10 Reasions Why We Grow Our Own
These are our reasons for gardening and growing our own food. Read on…
Good Food is Everybody's Business
These are our reasons for gardening and growing our own food. Read on…
March 23, a box of seeds arrived from Johnny’s Selected Seeds and it was like Christmas all over again. Shopping the seed catalogs reminds me of my childhood thrills flipping through the Sears and Roebuck catalog.

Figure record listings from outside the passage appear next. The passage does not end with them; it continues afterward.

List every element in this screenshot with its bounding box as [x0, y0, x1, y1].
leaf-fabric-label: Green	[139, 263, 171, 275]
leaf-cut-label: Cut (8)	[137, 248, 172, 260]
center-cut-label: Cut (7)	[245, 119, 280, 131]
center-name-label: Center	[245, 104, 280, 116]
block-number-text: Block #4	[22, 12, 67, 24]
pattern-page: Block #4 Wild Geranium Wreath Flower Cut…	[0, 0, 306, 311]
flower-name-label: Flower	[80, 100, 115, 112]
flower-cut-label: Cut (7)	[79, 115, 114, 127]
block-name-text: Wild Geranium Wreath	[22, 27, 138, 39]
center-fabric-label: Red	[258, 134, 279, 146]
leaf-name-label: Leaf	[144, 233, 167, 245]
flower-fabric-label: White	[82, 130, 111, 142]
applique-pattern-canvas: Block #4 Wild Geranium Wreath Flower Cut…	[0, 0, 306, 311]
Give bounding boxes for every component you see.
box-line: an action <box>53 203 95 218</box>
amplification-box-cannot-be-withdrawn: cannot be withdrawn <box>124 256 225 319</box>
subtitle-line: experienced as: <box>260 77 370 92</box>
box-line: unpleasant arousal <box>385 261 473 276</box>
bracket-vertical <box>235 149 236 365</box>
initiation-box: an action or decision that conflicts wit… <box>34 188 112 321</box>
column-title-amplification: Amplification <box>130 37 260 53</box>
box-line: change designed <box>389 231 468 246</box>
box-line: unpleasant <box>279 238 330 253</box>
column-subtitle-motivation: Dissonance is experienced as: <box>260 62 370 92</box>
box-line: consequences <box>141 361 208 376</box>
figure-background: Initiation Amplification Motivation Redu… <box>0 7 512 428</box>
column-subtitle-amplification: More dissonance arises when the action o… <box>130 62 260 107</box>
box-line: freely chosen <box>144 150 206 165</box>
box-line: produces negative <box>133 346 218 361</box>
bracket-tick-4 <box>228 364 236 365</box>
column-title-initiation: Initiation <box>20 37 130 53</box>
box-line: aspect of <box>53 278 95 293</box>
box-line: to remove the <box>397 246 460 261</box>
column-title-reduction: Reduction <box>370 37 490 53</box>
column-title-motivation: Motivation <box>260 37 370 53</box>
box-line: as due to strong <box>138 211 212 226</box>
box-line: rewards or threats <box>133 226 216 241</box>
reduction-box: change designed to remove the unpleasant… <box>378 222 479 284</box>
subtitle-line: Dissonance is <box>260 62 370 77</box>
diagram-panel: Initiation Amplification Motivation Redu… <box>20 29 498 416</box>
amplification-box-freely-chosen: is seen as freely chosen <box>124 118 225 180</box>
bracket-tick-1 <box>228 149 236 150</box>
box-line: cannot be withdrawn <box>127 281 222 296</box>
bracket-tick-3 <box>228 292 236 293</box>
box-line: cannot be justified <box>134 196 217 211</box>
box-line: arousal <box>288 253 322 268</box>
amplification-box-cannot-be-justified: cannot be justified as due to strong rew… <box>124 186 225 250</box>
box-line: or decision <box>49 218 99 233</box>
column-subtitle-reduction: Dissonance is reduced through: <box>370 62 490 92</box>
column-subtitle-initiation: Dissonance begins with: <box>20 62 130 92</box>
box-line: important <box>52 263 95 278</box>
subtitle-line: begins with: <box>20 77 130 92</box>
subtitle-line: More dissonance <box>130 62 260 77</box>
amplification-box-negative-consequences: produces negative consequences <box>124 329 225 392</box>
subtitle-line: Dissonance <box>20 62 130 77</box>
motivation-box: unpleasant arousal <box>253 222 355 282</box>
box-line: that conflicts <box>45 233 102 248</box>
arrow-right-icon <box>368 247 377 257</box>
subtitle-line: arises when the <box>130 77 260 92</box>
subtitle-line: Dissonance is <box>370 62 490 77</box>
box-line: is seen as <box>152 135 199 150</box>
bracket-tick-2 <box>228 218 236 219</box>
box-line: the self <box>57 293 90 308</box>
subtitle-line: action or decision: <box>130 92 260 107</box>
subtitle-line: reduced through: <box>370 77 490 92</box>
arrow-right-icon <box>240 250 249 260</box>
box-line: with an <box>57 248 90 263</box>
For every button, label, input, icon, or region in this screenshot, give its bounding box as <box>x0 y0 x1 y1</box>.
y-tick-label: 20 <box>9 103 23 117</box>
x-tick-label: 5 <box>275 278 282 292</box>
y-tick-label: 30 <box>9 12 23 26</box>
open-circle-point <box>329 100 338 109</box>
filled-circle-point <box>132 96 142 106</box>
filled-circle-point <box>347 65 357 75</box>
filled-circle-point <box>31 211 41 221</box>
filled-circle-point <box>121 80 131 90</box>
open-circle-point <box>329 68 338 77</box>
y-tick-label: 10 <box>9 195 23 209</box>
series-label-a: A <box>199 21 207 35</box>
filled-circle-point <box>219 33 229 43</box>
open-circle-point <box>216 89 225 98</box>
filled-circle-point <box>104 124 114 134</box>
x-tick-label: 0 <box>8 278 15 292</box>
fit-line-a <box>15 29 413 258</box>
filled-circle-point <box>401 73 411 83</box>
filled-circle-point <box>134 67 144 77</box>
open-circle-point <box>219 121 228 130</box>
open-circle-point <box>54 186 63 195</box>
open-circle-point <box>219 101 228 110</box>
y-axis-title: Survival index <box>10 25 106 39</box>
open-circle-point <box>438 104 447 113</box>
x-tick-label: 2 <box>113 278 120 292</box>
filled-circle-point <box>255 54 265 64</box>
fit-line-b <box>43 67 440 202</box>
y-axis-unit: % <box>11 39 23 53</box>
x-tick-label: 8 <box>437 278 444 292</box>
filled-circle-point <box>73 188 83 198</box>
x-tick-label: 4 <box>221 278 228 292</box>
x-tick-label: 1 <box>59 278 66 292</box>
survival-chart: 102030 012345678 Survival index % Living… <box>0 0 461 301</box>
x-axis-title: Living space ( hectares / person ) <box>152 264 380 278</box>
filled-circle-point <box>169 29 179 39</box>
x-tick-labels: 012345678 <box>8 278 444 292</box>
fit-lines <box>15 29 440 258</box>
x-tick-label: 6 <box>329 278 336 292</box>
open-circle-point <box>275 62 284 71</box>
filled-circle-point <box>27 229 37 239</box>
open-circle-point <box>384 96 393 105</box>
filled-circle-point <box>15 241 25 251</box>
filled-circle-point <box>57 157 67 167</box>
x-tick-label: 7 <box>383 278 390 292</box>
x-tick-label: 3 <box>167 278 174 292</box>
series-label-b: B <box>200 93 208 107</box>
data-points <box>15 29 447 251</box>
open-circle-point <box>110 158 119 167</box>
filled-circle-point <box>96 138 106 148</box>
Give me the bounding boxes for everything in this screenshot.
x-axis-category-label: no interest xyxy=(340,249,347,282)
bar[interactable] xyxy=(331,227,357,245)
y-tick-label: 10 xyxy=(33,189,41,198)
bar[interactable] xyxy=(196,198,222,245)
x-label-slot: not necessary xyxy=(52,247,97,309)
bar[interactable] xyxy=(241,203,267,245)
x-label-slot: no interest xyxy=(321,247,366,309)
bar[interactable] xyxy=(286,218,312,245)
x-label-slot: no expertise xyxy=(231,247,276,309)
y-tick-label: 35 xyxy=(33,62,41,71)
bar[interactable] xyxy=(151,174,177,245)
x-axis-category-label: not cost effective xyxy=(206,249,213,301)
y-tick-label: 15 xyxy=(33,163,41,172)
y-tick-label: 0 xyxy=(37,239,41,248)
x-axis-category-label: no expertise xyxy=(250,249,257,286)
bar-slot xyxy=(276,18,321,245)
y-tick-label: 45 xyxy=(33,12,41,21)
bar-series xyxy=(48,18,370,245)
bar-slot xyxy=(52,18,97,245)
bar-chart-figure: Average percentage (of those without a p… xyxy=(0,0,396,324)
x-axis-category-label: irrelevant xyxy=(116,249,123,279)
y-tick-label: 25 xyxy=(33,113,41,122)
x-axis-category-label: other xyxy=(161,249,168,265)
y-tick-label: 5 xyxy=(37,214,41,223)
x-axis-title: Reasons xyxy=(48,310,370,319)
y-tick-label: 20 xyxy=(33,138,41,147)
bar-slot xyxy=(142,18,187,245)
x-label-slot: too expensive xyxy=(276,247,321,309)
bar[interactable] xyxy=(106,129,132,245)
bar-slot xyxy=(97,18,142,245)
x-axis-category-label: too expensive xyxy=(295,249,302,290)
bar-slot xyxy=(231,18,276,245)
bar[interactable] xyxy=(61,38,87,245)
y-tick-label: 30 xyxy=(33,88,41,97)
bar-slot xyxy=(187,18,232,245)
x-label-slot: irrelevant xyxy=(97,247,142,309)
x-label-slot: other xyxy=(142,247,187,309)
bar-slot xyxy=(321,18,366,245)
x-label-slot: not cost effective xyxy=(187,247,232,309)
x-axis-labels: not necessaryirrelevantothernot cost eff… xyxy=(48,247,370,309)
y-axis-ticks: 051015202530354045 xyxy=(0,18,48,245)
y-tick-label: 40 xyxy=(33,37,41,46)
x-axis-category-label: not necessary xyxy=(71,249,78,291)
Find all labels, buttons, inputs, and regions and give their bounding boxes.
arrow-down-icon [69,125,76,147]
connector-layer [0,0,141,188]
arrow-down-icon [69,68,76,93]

If I can do it, you can too! As a novice assigned the task of growing starts for this year’s garden I dove in head first, and ran right into my total lack of experience and, yes, lack of knowledge. After all, what is so complicated about putting a few seeds in some soil and waiting for Mother Nature to take care of the rest? Here it is July and I’m apologizing to Mother Nature (and my husband) for my hubris, my arrogance, and my ignorance.
Around 2600 years ago, in a Jerusalem threatened by siege, God told Ezekiel he would have to live on only bread and water for 390 days. Ezekiel’s challenge was to survive on a daily ration of just 8 ounces of bread and a little over 2 ½ cups of water. Is it possible to do that? Can you survive on just bread and water?

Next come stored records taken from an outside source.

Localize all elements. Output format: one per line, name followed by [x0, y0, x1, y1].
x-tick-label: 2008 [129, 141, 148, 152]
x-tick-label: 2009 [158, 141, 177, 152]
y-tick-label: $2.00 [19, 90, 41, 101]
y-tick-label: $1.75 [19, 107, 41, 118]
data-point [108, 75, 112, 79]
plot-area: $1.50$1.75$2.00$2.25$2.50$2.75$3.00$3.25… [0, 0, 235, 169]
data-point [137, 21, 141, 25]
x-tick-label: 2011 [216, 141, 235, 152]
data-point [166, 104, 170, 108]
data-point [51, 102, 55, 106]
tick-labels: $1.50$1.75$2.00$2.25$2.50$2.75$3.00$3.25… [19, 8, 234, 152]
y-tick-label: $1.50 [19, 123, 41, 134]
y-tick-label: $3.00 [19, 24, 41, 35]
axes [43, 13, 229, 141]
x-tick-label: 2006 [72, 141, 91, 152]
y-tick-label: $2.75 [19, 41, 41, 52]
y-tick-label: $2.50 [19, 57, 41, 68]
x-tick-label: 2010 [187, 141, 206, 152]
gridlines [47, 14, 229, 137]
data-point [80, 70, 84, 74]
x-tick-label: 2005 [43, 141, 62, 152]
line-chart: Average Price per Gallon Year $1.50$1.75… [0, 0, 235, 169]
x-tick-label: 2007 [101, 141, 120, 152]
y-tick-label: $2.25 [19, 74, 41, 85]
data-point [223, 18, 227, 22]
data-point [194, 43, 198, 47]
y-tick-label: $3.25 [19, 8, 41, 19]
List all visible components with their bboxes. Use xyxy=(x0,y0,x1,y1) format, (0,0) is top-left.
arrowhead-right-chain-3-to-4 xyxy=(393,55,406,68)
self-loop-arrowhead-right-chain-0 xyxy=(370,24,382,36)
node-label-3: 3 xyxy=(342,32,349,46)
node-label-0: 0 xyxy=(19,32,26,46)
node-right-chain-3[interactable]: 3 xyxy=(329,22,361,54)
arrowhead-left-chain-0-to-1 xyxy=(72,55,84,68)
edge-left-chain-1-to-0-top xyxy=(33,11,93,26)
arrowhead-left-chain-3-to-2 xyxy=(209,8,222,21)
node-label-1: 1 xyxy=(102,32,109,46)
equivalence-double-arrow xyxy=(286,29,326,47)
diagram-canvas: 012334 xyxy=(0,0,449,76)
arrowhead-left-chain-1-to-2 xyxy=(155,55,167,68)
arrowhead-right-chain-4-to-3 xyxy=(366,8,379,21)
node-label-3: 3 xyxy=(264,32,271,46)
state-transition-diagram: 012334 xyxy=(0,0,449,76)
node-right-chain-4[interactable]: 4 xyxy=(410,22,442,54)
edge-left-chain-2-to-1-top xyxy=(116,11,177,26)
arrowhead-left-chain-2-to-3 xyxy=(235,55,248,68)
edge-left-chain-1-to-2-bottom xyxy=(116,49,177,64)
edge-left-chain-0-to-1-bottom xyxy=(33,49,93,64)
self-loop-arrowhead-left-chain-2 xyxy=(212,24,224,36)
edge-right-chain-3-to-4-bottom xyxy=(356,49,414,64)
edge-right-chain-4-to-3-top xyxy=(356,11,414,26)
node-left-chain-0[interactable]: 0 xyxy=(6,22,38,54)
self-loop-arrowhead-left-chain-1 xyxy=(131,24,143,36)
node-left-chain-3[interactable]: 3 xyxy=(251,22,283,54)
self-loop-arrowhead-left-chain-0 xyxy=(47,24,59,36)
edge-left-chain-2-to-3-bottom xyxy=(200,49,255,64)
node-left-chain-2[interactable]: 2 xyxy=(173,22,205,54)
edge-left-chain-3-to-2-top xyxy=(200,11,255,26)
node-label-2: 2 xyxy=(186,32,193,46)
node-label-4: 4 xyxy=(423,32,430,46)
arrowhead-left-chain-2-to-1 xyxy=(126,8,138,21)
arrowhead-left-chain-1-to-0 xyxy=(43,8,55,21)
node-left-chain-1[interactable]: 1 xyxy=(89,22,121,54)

One hundred years ago, the Helena Commercial Club, a local service organization, published a booklet promoting the Helena Valley as a “Land of Opportunity for Real Farmers.” Today the Valley is “growing” 5-, 10-, and 20-acre residential lots instead. We no longer hear the rousing enthusiasm for local food grown just minutes from the city limits.
If you were to eat a dinner consisting only of Montana’s top agricultural products, here’s what you’d have in front of you: steak, a potato (no butter or sour cream, sorry), a big piece of bread, a cold glass of beer, and a piece of black cherry pie. What happened to that salad or side serving of veggies?
Have you noticed lately that all that beautiful produce on the grocery shelves seems to spoil and go bad the day after you get it home? Didn’t it used to last at least a few days longer? What to do?